Saturday, October 24, 2009

More Progress on the Singer

This is the stuff. Cal found some at Sanel Auto Parts.

Here is what it does. The directions on the package say to avoid contact with the skin, but at $12 a tube I would apply the stuff with my tongue sooner than waste any of it on a rag. I did start using a rag, but only after I had spread polish with my fingers. Once a small section of the rag was well charged with polish I used it to spread subsequent applications.

A hubcupine!

Commencing to hook up the spokes.

Wheel builder style: hub label visible through the valve hole. All labels read to the right.

The TA crank, après Simichrome.

The bike is all in pieces at the moment, but those parts are nearly ready to merge back into a whole machine.

4 comments:

Steve A said...

"Through the valve hole all labels read to the right." That should be up there with "rightie tighty, lefty loosey." I'll never have to look it up again now.

2whls3spds said...

Love Simichrome, that stuff has only been around forever. I vaguely recall my dad polishing Jaguar parts with it back in the 60's. For mail order people like me (I have no other option), Velo-Orange stocks it.

Aaron

kfg said...

The most reliable over the counter source for Simichrome is a custom Harley/Chopper shop. I've haven't seen one yet that didn't have the stuff right ON the counter; those dudes go through a lot of it.

Steve A said...

For aluminum, I use "Mother's" aluminum polish. I use Simichrome mostly on chrome. Mostly on Jaguar chrome.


Search each line below for the word "High" and list those that contain it.

[[ The input open ]]

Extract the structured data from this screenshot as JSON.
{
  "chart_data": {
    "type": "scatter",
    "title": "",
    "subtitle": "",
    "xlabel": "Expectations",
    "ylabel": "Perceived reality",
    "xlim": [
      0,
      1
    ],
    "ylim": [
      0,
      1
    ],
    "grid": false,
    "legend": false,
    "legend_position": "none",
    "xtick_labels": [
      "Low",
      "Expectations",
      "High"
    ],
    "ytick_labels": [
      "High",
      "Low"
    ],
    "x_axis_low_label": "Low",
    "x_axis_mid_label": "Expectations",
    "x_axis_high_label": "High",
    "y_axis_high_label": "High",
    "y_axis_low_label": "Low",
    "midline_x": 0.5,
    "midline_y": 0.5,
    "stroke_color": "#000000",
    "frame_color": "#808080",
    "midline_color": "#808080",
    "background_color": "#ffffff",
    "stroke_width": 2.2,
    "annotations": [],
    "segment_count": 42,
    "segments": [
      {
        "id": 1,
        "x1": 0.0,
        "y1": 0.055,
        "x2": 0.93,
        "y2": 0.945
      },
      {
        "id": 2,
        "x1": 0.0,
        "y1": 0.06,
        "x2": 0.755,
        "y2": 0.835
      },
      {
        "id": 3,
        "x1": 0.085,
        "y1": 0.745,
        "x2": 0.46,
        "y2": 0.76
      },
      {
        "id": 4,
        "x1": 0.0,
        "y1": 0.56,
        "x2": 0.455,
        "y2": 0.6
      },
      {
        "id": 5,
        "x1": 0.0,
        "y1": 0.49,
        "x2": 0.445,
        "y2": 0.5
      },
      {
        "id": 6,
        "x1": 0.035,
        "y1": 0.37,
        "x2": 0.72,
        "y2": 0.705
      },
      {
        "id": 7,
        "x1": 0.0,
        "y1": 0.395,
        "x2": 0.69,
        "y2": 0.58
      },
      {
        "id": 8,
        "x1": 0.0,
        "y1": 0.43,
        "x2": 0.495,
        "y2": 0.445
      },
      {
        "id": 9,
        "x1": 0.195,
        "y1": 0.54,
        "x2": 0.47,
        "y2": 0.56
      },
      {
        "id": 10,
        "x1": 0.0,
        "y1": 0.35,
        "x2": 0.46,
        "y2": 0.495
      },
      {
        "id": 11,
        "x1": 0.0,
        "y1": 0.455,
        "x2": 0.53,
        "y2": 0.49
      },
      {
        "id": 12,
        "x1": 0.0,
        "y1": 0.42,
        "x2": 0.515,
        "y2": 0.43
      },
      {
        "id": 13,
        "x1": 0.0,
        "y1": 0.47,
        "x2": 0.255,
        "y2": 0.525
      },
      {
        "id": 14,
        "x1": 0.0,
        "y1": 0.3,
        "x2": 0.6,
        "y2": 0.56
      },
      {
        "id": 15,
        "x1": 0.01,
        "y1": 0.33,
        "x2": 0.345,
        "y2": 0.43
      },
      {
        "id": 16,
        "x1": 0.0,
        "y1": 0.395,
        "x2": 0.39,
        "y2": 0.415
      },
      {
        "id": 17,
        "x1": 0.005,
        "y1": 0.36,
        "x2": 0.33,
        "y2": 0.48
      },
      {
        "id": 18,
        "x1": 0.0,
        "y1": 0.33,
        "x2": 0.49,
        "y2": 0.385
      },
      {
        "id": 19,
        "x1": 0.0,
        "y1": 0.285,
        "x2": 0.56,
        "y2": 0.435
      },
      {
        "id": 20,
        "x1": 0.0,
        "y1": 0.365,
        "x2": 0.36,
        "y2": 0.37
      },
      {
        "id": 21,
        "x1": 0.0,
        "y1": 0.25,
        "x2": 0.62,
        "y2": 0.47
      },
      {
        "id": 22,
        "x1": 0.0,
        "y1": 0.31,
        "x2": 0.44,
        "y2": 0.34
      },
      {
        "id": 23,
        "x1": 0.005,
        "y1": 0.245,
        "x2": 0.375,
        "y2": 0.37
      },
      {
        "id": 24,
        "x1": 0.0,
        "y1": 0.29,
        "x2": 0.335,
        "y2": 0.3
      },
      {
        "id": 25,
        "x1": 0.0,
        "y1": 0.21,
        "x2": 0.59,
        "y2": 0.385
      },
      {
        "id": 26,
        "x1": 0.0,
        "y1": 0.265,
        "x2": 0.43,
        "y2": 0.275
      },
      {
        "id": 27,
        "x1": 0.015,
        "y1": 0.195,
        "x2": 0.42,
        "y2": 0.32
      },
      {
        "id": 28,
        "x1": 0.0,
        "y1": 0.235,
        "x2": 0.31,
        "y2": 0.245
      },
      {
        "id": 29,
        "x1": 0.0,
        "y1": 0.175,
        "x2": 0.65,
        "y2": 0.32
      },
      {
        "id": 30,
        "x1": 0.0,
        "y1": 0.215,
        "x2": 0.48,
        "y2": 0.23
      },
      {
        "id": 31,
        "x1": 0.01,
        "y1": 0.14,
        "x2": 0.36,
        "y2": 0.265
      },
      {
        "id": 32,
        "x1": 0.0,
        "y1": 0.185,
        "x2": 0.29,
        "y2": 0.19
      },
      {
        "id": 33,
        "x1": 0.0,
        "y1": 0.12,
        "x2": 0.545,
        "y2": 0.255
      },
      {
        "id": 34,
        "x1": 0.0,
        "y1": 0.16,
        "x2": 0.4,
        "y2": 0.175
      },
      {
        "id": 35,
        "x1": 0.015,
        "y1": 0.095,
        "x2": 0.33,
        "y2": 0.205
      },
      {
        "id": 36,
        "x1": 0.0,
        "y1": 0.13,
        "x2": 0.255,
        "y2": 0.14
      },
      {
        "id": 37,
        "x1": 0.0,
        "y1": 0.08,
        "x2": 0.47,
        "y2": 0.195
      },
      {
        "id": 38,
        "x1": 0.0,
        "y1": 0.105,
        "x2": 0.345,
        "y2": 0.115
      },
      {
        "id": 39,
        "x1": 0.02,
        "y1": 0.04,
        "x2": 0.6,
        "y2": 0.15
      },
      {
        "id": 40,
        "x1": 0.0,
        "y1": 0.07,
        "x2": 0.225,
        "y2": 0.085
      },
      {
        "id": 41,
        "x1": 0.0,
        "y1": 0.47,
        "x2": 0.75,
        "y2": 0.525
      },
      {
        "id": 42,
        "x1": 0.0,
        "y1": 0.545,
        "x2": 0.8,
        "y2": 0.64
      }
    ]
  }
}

[[ The input closed ]]

Exercise result |
      "High"
      "High",
    "x_axis_high_label": "High",
    "y_axis_high_label": "High",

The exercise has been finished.